The first thing to settle: will anyone else be using this? Because if we’re talking about a single-user program that runs once every five years on my machine—you don’t even need to handle errors. It crashes with an exception?—I’ll tweak it and restart, no big deal.
But if we’re talking about a project for actual people—whether a paying client or open-source freebie-hunters—things become somewhat more complex. And it’s not even about bugs: loyal users will forgive bugs, and they’re easy enough to fix. The point is that if the project is going to grow, you need to prepare for that a little. Because rewriting everything from scratch with every new requirement is fun, but inefficient.
So where might it grow?
- a new publishing service gets added;
- a new text format gets added;
- batch processing gets added;
- something else, probably—but that’ll do for now.
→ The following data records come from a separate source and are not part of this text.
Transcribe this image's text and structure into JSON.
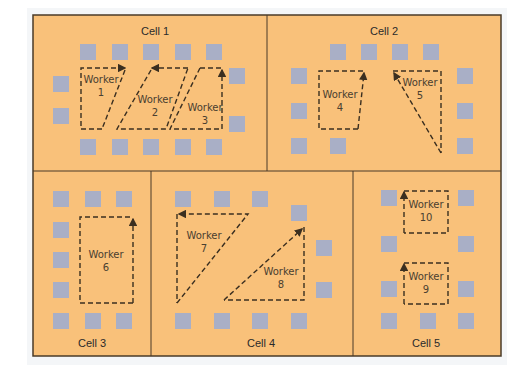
{
  "diagram": {
    "type": "cellular-manufacturing-layout",
    "colors": {
      "floor": "#f9c17a",
      "station": "#a9afc6",
      "border": "#4a3b28",
      "path": "#3b2f20"
    },
    "worker_word": "Worker",
    "cells": [
      {
        "id": "cell1",
        "label": "Cell 1",
        "workers": [
          "1",
          "2",
          "3"
        ]
      },
      {
        "id": "cell2",
        "label": "Cell 2",
        "workers": [
          "4",
          "5"
        ]
      },
      {
        "id": "cell3",
        "label": "Cell 3",
        "workers": [
          "6"
        ]
      },
      {
        "id": "cell4",
        "label": "Cell 4",
        "workers": [
          "7",
          "8"
        ]
      },
      {
        "id": "cell5",
        "label": "Cell 5",
        "workers": [
          "10",
          "9"
        ]
      }
    ],
    "workers": {
      "w1": {
        "title": "Worker",
        "num": "1"
      },
      "w2": {
        "title": "Worker",
        "num": "2"
      },
      "w3": {
        "title": "Worker",
        "num": "3"
      },
      "w4": {
        "title": "Worker",
        "num": "4"
      },
      "w5": {
        "title": "Worker",
        "num": "5"
      },
      "w6": {
        "title": "Worker",
        "num": "6"
      },
      "w7": {
        "title": "Worker",
        "num": "7"
      },
      "w8": {
        "title": "Worker",
        "num": "8"
      },
      "w9": {
        "title": "Worker",
        "num": "9"
      },
      "w10": {
        "title": "Worker",
        "num": "10"
      }
    }
  }
}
It’s time to utter the two magic words: dependency injection. Everywhere you expect requirements to scale outward, you can give yourself insurance without writing a single superfluous line. Instead of hardcoding it like this:
@spec publish(String.t()) :: :ok
def publish(text) do
text
|> Markdown.format()
|> Mastodon.publish()
end
you can inject dependencies, with a sensible default:
@spec publish(String.t() | [String.t()], Formatter.t(), Publisher.t()) :: :ok
def publish(texts, formatter \\ Markdown, publisher \\ Mastodon) do
texts
|> List.wrap() # accept a single string as well
|> Enum.each(fn text ->
text
|> formatter.format()
|> publisher.publish()
end)
end
Done. This code is now ready to accept multiple texts at once (as well as a single one), format with anything, and publish anywhere. We’ve covered all three of the potential future requirements that came to mind, without writing a single superfluous line of code (well, about 60 characters were added—apologies).
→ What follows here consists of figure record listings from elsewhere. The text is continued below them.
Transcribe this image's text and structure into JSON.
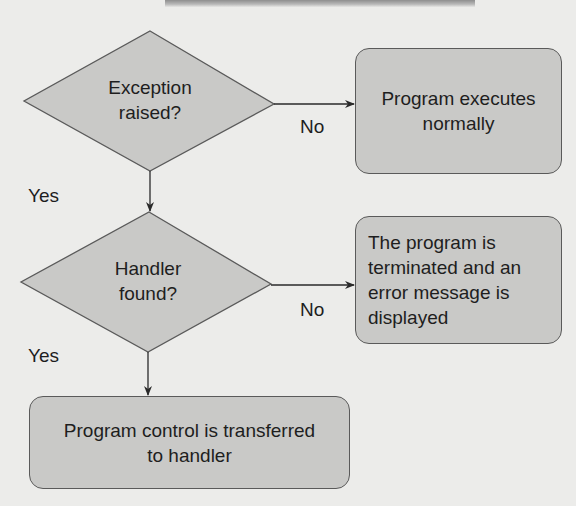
{
  "diagram": {
    "type": "flowchart",
    "colors": {
      "background": "#ececea",
      "node_fill": "#c9c9c7",
      "node_border": "#5a5a5a",
      "text": "#1e1e1e",
      "arrow": "#2a2a2a"
    },
    "nodes": {
      "decision_exception": {
        "shape": "diamond",
        "text": "Exception\nraised?"
      },
      "process_normal": {
        "shape": "rounded-rect",
        "text": "Program executes\nnormally"
      },
      "decision_handler": {
        "shape": "diamond",
        "text": "Handler\nfound?"
      },
      "process_terminated": {
        "shape": "rounded-rect",
        "text": "The program is\nterminated and an\nerror message is\ndisplayed"
      },
      "process_transfer": {
        "shape": "rounded-rect",
        "text": "Program control is transferred\nto handler"
      }
    },
    "edges": [
      {
        "from": "decision_exception",
        "to": "process_normal",
        "label": "No"
      },
      {
        "from": "decision_exception",
        "to": "decision_handler",
        "label": "Yes"
      },
      {
        "from": "decision_handler",
        "to": "process_terminated",
        "label": "No"
      },
      {
        "from": "decision_handler",
        "to": "process_transfer",
        "label": "Yes"
      }
    ],
    "labels": {
      "no_1": "No",
      "yes_1": "Yes",
      "no_2": "No",
      "yes_2": "Yes"
    }
  }
}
Of course, we cannot anticipate all of tomorrow’s needs. But some are so obviously staring you in the face that you can handle them without even getting up from your chair. Everyone knows that magic constants are bad. So people do this:
@pi 3.14159265
def pi, do: @pi
There’s no need to do it this way, for two reasons: if it’s π, it will never change, and no one will confuse it with the CEO’s full name. But if it’s something that might change tomorrow—say, the maximum number of characters for a repost—@max_symbols 140 won’t help much: you’ll still have to find it and change it directly in the code. This, on the other hand, is good:
@max_symbols Application.compile_env(:my_app, :max_symbols, 140)
def truncate(text, symbols \\ @max_symbols),
do: String.slice(0..symbols-1)
Need to change the default value?—Welcome to the config. Need the ability to truncate at different lengths?—Here’s a parameter, hello.
In fact, this example scales easily to any “grey zone” of architectural change. The architecture should not change, in principle: the parts should change. The business is young and there are only five clients so far?—Then the function for sending a New Year’s greeting by email (forgive the example) should be ready to parallelize. It’s a MailSender that exports a single function send/2, which for now accepts a text and a list of email addresses and simply iterates over them sequentially. When the hundredth client arrives—we’ll rewrite it to use multiple threads, without touching the rest of the code—and that’s it.
Strive to ensure that every operation in your code is handled by a separately taken, extremely simple, isolated, and tested module. After all, one can spend a lifetime preparing for the day the toilet in one’s bathroom gets clogged, and achieve mastery in the art of unblocking it. Or, when the hour comes, one can simply call a plumber who does only that—but does it well. That is dependency injection.